URI journalism professor’s book focuses on FDR’s press secretary

KINGSTON, R.I — March 20, 2008 — Stephen T. Early was not a household name during the Depression or World War II, yet he was one of the most influential men in the mid-20th Century. As press secretary for President Franklin D. Roosevelt, Early was responsible for getting FDR’s messages out to the press, employing print journalism, newsreels and radio broadcasts. He helped the Harvard-educated, wealthy president communicate a robust strength and confidence in a language his fellow countrymen and women could not only understand but embrace.


Early’s role as press secretary and presidential image maker kept the president in the spotlight, which helped boost the president’s policies and popularity. Roosevelt became the longest serving president in U.S. history.


Linda Lotridge Levin of Providence, professor and chair of the Journalism Department at the University of Rhode Island, takes an unobstructed view of the man behind the president in The Making of FDR: The Story of Stephen T. Early, America’s First Modern Press Secretary. The book was just published by Prometheus Books.


Until now, very little was known about Early. Levin became interested in him when her youngest daughter, Rachel, chose to write about him for a biography course she took with Pulitzer-prize winning biographer Joseph Ellis at Mount Holyoke College in 1992. Almost the only references she could find about Early were in books about FDR and his administration. Ellis wrote on Rachel’s paper –“somebody should write a biography of Early.”


That summer, Levin decided to research Early and traveled to the FDR Library in Hyde Park, N.Y, where Early’s papers were housed. She spent parts of the next 12 summers and some winter breaks researching at the library.


Early, a native of Virginia, was a young reporter for United Press in Washington. During the summer of 1912 he met FDR, a young politician from New York, while covering the Democratic National Convention in Baltimore. Woodrow Wilson won the convention, and named FDR assistant secretary of the Navy. Early, by then, had moved to the Associated Press, and he was assigned to cover the war department, which included Navy. He and FDR formed a friendship. FDR named Early his press secretary when he went to the White House in 1933, and Early remained in that job until Roosevelt died in office in 1945.


The URI professor comments: “Early kept his papers in two places in the library: about 20 huge scrapbooks that contained newspaper clippings from all over the country where he had been mentioned or quoted, along with other exciting finds such as a diary he kept when he was on the transport ship taking him to France to fight in World War I; and dozens of boxes containing letters, memos to and from FDR and many others, copies of speeches he gave; copies of all his press conferences (he held one every day while he was in the White House.) He also was responsible for FDR holding regular twice-a-week press conferences, and it was Early who came up with the Fireside Chats and named them.”


Levin researched papers related to Early at the Baker Library at Dartmouth College, the Alderman at the University of Virginia and local historical libraries in Virginia and Washington, D.C. She also interviewed Early’s daughter and grandson several times.


The friendship between the two men made the book both fascinating to research and to write, says Levin. “Early’s life as a famous Associated Press reporter before he went to the White House was something I did not know; the relationship between Early and the press while he was FDR’s press secretary was unique because Early had been colleagues with the White House press corps so when he would ask them not to print something, they almost always obeyed him, and, of course, it was Early who made sure that photographers did not present the president as paralyzed.”


While this is Levin’s first biography, she has authored, co-authored or edited five previous books.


TASK TO CARRY OUT.
Write out each line of the records that has "dizygotic" in it.

ENTRIES PROVIDED.
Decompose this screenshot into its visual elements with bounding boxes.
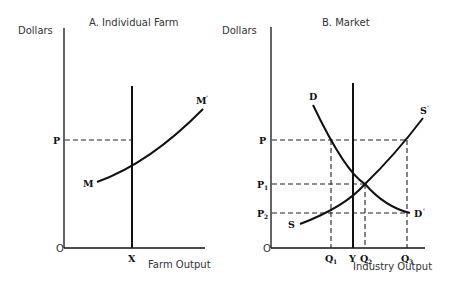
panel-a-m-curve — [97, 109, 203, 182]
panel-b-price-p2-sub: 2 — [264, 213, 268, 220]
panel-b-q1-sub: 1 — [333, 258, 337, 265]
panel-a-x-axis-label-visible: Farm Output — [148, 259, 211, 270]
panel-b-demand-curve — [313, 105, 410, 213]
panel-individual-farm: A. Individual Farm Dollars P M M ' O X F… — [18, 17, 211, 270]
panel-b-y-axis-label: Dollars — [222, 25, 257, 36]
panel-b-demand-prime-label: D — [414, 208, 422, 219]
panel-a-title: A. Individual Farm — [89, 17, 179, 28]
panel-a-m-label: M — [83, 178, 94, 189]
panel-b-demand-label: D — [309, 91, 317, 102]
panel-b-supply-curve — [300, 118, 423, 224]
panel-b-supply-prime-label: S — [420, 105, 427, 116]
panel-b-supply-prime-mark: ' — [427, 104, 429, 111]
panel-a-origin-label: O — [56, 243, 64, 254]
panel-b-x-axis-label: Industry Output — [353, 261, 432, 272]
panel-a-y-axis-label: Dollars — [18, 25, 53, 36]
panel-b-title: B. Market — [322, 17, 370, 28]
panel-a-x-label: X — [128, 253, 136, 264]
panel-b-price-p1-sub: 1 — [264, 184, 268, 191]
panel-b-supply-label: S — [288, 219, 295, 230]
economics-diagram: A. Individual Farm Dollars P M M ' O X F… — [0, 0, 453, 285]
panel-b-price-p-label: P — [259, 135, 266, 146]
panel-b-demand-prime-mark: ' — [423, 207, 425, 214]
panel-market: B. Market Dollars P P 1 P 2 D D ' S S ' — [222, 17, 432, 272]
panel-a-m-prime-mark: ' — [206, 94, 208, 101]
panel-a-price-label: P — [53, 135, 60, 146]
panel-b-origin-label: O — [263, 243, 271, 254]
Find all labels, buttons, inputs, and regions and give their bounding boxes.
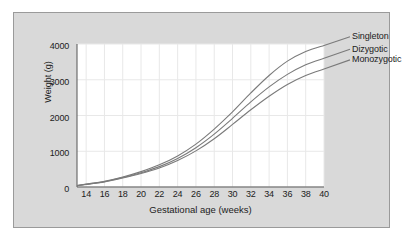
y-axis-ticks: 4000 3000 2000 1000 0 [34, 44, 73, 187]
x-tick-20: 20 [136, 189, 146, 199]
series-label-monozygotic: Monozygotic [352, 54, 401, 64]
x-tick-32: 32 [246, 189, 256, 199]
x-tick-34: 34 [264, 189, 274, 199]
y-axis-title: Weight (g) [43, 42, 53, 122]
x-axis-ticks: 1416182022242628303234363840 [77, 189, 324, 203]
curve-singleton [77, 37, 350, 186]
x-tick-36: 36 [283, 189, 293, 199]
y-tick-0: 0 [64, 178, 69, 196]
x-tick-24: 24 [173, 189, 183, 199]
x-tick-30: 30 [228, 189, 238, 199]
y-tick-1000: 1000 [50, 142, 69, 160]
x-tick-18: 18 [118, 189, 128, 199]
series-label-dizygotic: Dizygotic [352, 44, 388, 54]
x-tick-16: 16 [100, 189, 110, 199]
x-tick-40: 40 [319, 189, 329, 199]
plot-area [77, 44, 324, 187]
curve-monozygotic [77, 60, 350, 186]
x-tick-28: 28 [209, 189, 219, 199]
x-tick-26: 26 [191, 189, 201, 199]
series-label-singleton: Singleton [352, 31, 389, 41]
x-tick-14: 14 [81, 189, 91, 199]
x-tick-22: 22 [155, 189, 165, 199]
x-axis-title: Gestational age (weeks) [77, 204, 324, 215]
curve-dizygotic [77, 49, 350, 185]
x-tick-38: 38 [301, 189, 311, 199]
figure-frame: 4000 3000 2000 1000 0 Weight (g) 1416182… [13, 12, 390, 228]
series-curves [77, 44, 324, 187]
==
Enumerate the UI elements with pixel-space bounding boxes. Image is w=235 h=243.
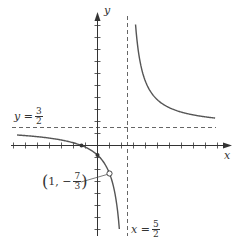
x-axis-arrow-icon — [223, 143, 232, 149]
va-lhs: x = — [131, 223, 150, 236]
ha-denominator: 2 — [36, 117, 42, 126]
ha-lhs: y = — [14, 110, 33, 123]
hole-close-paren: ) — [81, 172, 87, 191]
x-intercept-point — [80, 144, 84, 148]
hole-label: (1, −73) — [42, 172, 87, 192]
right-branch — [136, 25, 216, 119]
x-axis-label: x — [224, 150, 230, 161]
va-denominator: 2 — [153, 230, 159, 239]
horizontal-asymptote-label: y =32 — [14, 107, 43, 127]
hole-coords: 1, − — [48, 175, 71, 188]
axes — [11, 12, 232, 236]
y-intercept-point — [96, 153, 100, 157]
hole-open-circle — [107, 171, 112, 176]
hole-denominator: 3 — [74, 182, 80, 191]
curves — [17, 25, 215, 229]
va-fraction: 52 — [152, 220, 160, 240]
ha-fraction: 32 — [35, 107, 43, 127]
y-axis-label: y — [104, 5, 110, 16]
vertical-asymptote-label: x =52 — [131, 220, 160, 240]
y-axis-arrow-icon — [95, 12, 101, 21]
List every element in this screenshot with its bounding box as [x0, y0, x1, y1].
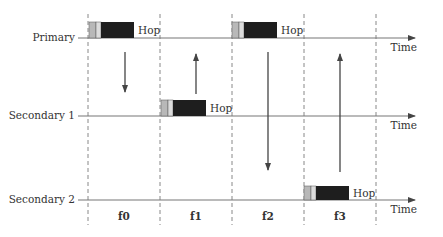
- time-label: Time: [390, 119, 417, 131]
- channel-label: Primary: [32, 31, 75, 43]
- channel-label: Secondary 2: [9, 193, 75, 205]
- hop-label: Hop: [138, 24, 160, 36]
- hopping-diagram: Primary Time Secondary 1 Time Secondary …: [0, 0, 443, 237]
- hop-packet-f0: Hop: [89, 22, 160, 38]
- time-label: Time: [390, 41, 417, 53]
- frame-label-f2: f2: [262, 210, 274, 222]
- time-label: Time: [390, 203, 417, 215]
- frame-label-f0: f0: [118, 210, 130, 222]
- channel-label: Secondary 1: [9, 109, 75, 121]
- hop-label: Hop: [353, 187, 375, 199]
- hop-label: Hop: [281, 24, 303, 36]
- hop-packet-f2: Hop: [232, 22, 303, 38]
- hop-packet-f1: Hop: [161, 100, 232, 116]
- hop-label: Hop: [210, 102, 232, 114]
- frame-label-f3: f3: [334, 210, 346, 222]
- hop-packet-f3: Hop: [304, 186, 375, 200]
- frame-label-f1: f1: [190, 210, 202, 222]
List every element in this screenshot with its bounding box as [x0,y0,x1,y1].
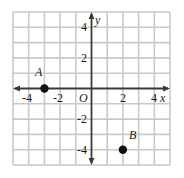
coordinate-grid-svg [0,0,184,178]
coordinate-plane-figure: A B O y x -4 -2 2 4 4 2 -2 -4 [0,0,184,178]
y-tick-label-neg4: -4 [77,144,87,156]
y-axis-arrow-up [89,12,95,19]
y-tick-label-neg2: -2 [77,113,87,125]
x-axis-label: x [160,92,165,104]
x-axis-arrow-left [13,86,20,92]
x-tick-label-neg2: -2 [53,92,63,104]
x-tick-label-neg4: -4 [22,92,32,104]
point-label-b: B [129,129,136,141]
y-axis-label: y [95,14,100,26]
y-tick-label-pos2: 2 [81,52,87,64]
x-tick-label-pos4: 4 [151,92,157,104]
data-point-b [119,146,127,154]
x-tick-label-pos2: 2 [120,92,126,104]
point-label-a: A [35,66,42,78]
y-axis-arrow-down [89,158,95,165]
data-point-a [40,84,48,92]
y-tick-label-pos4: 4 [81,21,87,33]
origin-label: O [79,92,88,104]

EXERCISE ANSWER.
series-label-dizygotic: Dizygotic [352, 44, 388, 54]
curve-dizygotic [77, 49, 350, 185]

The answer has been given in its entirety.